Portrait of my Brother as a Young Man

This post was inspired by Large Marge Hayes and a few posts at The Cynic Ward.

At age 15, my brother impregnated his 21-year-old girlfriend (ex-hooker; ex-junkie - or at least we thought she had moved on from soliciting and heroin). She took up a new line of work as a welfare mom. Don't get me wrong: I am not one of those conservative anti-welfare people. But, she clearly abused the system, and later, she abused her children.

This was in his pre-obesity phase, or his warming up to obesity phase, when he would consume one loaf of bread and half a jar of peanut butter every day after school. I think he admired a guy who lived around the corner from us. This man weighed at least 400 lbs and started every day with a case of 24 beers at his feet. In summer, he sat on a large wicker chair and downed them one at a time, never getting up to go to the bathroom, making me wonder if he had some sort of catheter system going. He rarely spoke and the kids would either tease him or watch him. Some tried to speak to him. My brother sat and chatted with him, but I have no idea what they talked about.

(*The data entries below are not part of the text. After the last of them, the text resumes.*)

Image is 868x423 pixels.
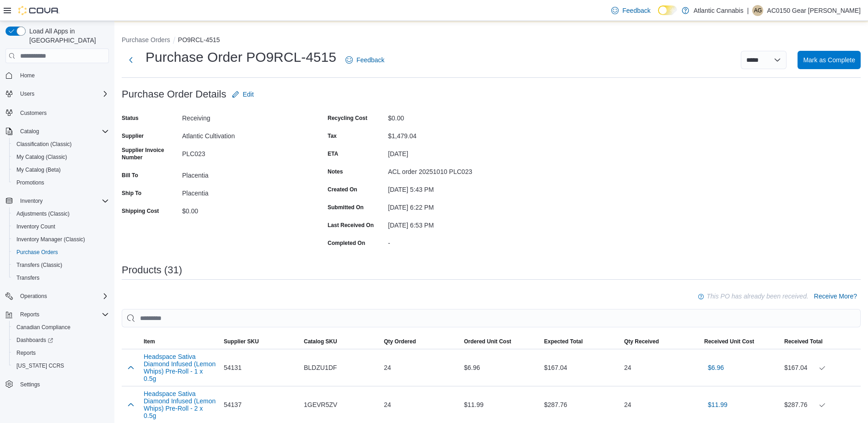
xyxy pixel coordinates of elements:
div: [DATE] 5:43 PM [388,182,511,193]
button: Receive More? [811,287,861,306]
span: Reports [20,311,40,319]
span: BLDZU1DF [304,362,337,374]
span: 54137 [224,400,242,410]
div: 24 [381,358,461,377]
button: My Catalog (Classic) [9,150,112,163]
div: 24 [621,396,701,414]
label: Supplier Invoice Number [122,146,179,161]
button: Operations [2,290,112,302]
a: Feedback [342,51,388,70]
span: Operations [16,291,109,302]
a: Classification (Classic) [13,139,75,150]
span: Catalog [16,126,109,137]
span: Promotions [16,179,44,186]
span: Expected Total [544,338,583,345]
button: Qty Received [621,334,701,349]
div: AC0150 Gear Mike [752,5,764,16]
button: Inventory Count [9,220,112,233]
input: Dark Mode [658,6,677,15]
button: [US_STATE] CCRS [9,360,112,372]
span: Users [20,91,34,98]
span: Feedback [356,56,385,65]
button: Adjustments (Classic) [9,208,112,220]
a: Customers [16,108,50,119]
p: AC0150 Gear [PERSON_NAME] [767,5,861,16]
button: Users [16,88,38,99]
span: My Catalog (Classic) [16,154,67,161]
span: [US_STATE] CCRS [16,362,64,370]
span: Purchase Orders [13,247,109,258]
button: Inventory [2,195,112,208]
div: $1,479.04 [388,129,511,140]
span: Dashboards [13,335,109,346]
div: Atlantic Cultivation [182,129,305,140]
label: Ship To [122,189,141,197]
span: Transfers [16,274,40,281]
span: Ordered Unit Cost [464,338,512,345]
button: $11.99 [705,396,731,414]
button: Received Total [781,334,861,349]
span: Transfers (Classic) [13,260,109,271]
img: Cova [19,6,60,15]
p: Atlantic Cannabis [694,5,744,16]
span: $11.99 [708,400,727,409]
label: ETA [327,150,339,158]
a: Home [16,70,39,81]
span: Inventory Manager (Classic) [16,236,85,243]
a: Adjustments (Classic) [13,209,74,219]
button: Settings [2,378,112,391]
label: Tax [327,133,337,140]
button: Purchase Orders [9,246,112,259]
button: Reports [2,308,112,321]
label: Supplier [122,133,144,140]
button: Inventory [16,196,46,206]
button: Received Unit Cost [701,334,781,349]
label: Last Received On [327,222,374,229]
span: Item [144,338,155,345]
span: Qty Ordered [384,338,416,345]
div: $287.76 [541,396,621,414]
span: Edit [243,90,254,99]
a: Transfers [13,273,43,284]
span: Washington CCRS [13,361,109,371]
button: Catalog SKU [301,334,381,349]
button: Edit [229,85,258,104]
span: Customers [20,109,47,116]
span: Adjustments (Classic) [13,209,109,219]
label: Bill To [122,171,138,179]
span: Reports [13,348,109,358]
span: Qty Received [624,338,659,345]
div: $6.96 [461,358,541,377]
span: Feedback [622,6,651,15]
span: Settings [16,379,109,391]
label: Notes [327,168,343,176]
button: Next [122,51,140,70]
span: 1GEVR5ZV [304,400,337,410]
p: This PO has already been received. [706,291,809,302]
a: Dashboards [9,334,112,347]
div: $0.00 [182,204,305,215]
label: Created On [327,186,357,193]
button: Ordered Unit Cost [461,334,541,349]
button: Inventory Manager (Classic) [9,233,112,246]
div: - [388,236,511,247]
span: My Catalog (Classic) [13,151,109,163]
a: My Catalog (Classic) [13,151,71,163]
span: Home [16,70,109,81]
div: $0.00 [388,111,511,122]
a: Inventory Manager (Classic) [13,234,89,245]
span: Inventory Count [13,222,109,232]
span: Classification (Classic) [13,139,109,150]
span: Load All Apps in [GEOGRAPHIC_DATA] [26,27,109,45]
a: Feedback [608,2,654,19]
span: AG [754,5,762,16]
button: Headspace Sativa Diamond Infused (Lemon Whips) Pre-Roll - 2 x 0.5g [144,391,217,420]
a: Purchase Orders [13,247,61,258]
button: Classification (Classic) [9,137,112,150]
span: Canadian Compliance [13,322,109,333]
span: Reports [16,309,109,320]
span: Receive More? [815,292,857,301]
a: Dashboards [13,335,57,346]
span: Settings [20,381,40,388]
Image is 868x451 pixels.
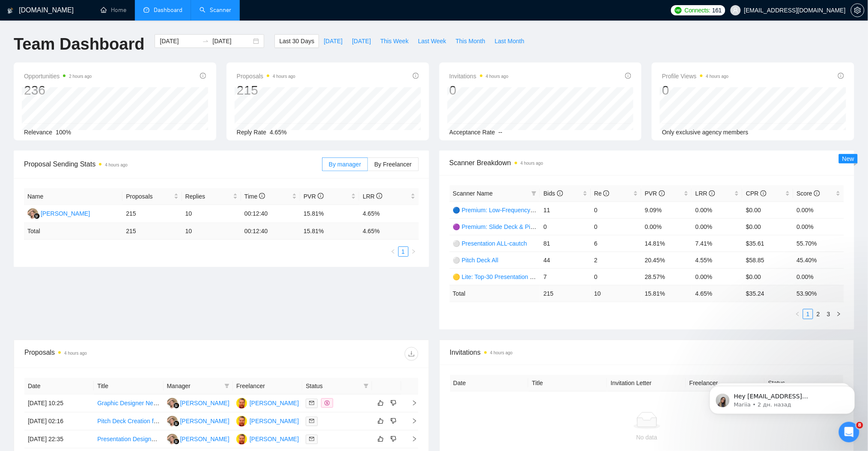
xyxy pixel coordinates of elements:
[814,190,820,196] span: info-circle
[202,37,209,44] span: swap-right
[24,82,92,99] div: 236
[270,129,287,136] span: 4.65%
[309,400,314,405] span: mail
[100,6,126,14] a: homeHome
[742,218,793,235] td: $0.00
[122,223,182,239] td: 215
[233,378,302,394] th: Freelancer
[324,36,342,46] span: [DATE]
[105,163,128,167] time: 4 hours ago
[490,34,529,48] button: Last Month
[532,191,536,196] span: filter
[686,375,765,392] th: Freelancer
[409,246,418,257] li: Next Page
[793,218,844,235] td: 0.00%
[659,190,665,196] span: info-circle
[163,378,233,394] th: Manager
[793,268,844,285] td: 0.00%
[182,205,241,223] td: 10
[453,240,527,247] a: ⚪ Presentation ALL-cautch
[405,400,417,406] span: right
[24,188,122,205] th: Name
[245,193,265,200] span: Time
[641,201,692,218] td: 9.09%
[259,193,265,199] span: info-circle
[390,418,396,424] span: dislike
[591,285,641,302] td: 10
[249,416,299,426] div: [PERSON_NAME]
[347,34,376,48] button: [DATE]
[154,6,182,14] span: Dashboard
[143,7,149,13] span: dashboard
[543,190,563,197] span: Bids
[450,375,529,392] th: Date
[607,375,686,392] th: Invitation Letter
[376,398,386,408] button: like
[641,235,692,251] td: 14.81%
[362,379,371,392] span: filter
[300,223,359,239] td: 15.81 %
[662,129,749,136] span: Only exclusive agency members
[24,223,122,239] td: Total
[760,190,766,196] span: info-circle
[455,36,485,46] span: This Month
[362,193,382,200] span: LRR
[641,268,692,285] td: 28.57%
[122,205,182,223] td: 215
[304,193,324,200] span: PVR
[540,201,590,218] td: 11
[200,6,231,14] a: searchScanner
[792,309,803,319] li: Previous Page
[451,34,490,48] button: This Month
[411,249,416,254] span: right
[453,206,569,213] a: 🔵 Premium: Low-Frequency Presentations
[223,379,231,392] span: filter
[272,74,295,78] time: 4 hours ago
[167,434,178,445] img: VZ
[317,193,324,199] span: info-circle
[692,201,742,218] td: 0.00%
[237,82,295,99] div: 215
[27,208,38,219] img: VZ
[182,223,241,239] td: 10
[557,190,563,196] span: info-circle
[591,268,641,285] td: 0
[376,193,382,199] span: info-circle
[684,6,710,15] span: Connects:
[836,311,841,317] span: right
[376,34,413,48] button: This Week
[212,36,251,46] input: End date
[851,7,865,14] a: setting
[742,235,793,251] td: $35.61
[93,394,163,412] td: Graphic Designer Needed for PowerPoint Pitch Deck Today
[377,400,384,407] span: like
[93,378,163,394] th: Title
[377,418,384,424] span: like
[34,213,40,219] img: gigradar-bm.png
[450,82,508,99] div: 0
[40,209,90,218] div: [PERSON_NAME]
[405,418,417,424] span: right
[486,74,508,78] time: 4 hours ago
[594,190,609,197] span: Re
[732,7,739,13] span: user
[450,157,844,168] span: Scanner Breakdown
[97,400,258,407] a: Graphic Designer Needed for PowerPoint Pitch Deck [DATE]
[405,350,418,357] span: download
[742,251,793,268] td: $58.85
[69,74,92,78] time: 2 hours ago
[498,129,502,136] span: --
[390,400,396,407] span: dislike
[697,368,868,428] iframe: Intercom notifications сообщение
[279,36,314,46] span: Last 30 Days
[641,285,692,302] td: 15.81 %
[202,37,209,44] span: to
[249,434,299,444] div: [PERSON_NAME]
[309,437,314,441] span: mail
[709,190,715,196] span: info-circle
[793,201,844,218] td: 0.00%
[390,435,396,442] span: dislike
[398,246,409,257] li: 1
[97,435,252,442] a: Presentation Designer Needed for New Company Offering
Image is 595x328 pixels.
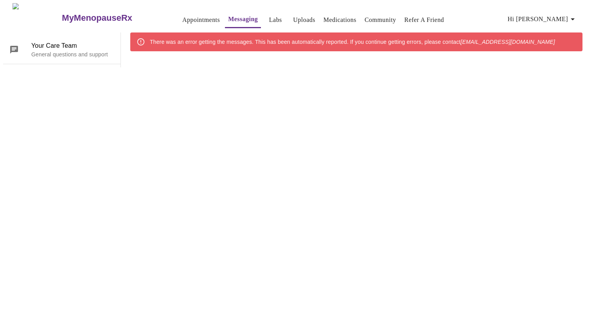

I think my brother admired this local freak show. If I had been entrepreneurial, I would have made an arrangement with this guy and sold tickets to his performance, which is sort of what it was. I should have built some sort of hut or got a circus tent for the backyard. I could have run pools on how much beer he could down and by what time of day. But, I am straying from my brother.

He got fat. He sought out the underbelly, and he fathered three children by the time he was 19 with a woman who encouraged him to steal, even from his family and from me. Eventually, her children were placed in foster care, when she and her new boyfriend were sent to prison.

Since then, he has held some essential jobs: gas jockey, slacker building superintendent who couldn't tighten a screw, and an overweight cab driver who can only walk with the help of a cane, or two. I still can't figure out how he gets in and out of the cab. I forgot to mention his hypochondria.

And that's the short story.

While the term redneck is not used where I come from, I think he has some of the characteristics.